Lessons from Epictetus
You attitude determines your outlook. For another will not damage you, unless you choose: but you will be injured only when you shall think that you are injured.
Don’t waste time lamenting on what has happened. Seek not that the things which happen should happen as you wish; but wish the things which happen to be as they are, you will have a tranquil flow of life.
Become still - let the logos flow through you. It is the act of an ill-instructed man to blame others for his own bad conditions; it is the act of one who has begun to be instructed, to lay blame on himself; and of one whose instruction is completed, neither to blame another nor himself.
Freedom from desire. Whoever then wishes to be free, let him neither wish for anything nor avoid anything which depends on others. If he does not observe this rule, he must be a slave.

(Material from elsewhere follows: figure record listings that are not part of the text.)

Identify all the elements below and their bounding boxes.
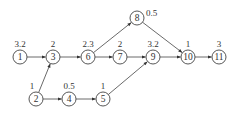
node-label: 6: [86, 52, 91, 62]
node-1: 1: [13, 50, 27, 64]
node-10: 10: [181, 50, 195, 64]
node-label: 8: [135, 13, 140, 23]
node-8: 8: [130, 11, 144, 25]
node-label: 1: [18, 52, 23, 62]
node-11: 11: [212, 50, 226, 64]
node-weight: 2.3: [82, 39, 94, 49]
node-5: 5: [96, 92, 110, 106]
node-label: 10: [183, 52, 193, 62]
node-label: 5: [101, 94, 106, 104]
node-weight: 0.5: [63, 81, 75, 91]
network-diagram: 13.23262.37293.210111380.52140.551: [0, 0, 235, 117]
node-weight: 3.2: [147, 39, 158, 49]
node-weight: 2: [118, 39, 123, 49]
node-3: 3: [46, 50, 60, 64]
node-weight: 1: [101, 81, 106, 91]
node-label: 9: [151, 52, 156, 62]
edge-6-8: [93, 23, 131, 53]
node-label: 2: [34, 94, 39, 104]
node-label: 7: [118, 52, 123, 62]
node-weight: 2: [51, 39, 56, 49]
node-7: 7: [113, 50, 127, 64]
node-weight: 3.2: [14, 39, 25, 49]
edge-5-9: [108, 62, 147, 95]
node-label: 4: [67, 94, 72, 104]
node-weight: 0.5: [146, 8, 158, 18]
node-weight: 3: [217, 39, 222, 49]
node-9: 9: [146, 50, 160, 64]
node-label: 3: [51, 52, 56, 62]
node-2: 2: [29, 92, 43, 106]
node-weight: 1: [186, 39, 191, 49]
node-4: 4: [62, 92, 76, 106]
node-label: 11: [214, 52, 223, 62]
node-6: 6: [81, 50, 95, 64]
node-weight: 1: [30, 81, 35, 91]
edge-2-3: [39, 64, 51, 93]
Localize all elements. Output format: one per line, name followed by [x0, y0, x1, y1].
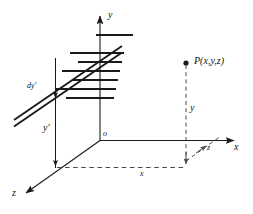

Decide who you will become. You must be one man, either good or bad. You must either cultivate your own ruling faculty, or external things; you must either exercise your skill on internal things or on external things; that is, you must either maintain the position of a philosopher or that of an outsider.
Protect what enters your mind. In walking about you take care not to step on a nail or to sprain your foot; so take care not to damage your own ruling faculty. If we observe this rule in every act, we shall undertake the act with more security.
Don’t seek anything that is outside of yourself. If it should ever happen to you to be turned to externals in order to please some person, you must know that you have lost your purpose in life.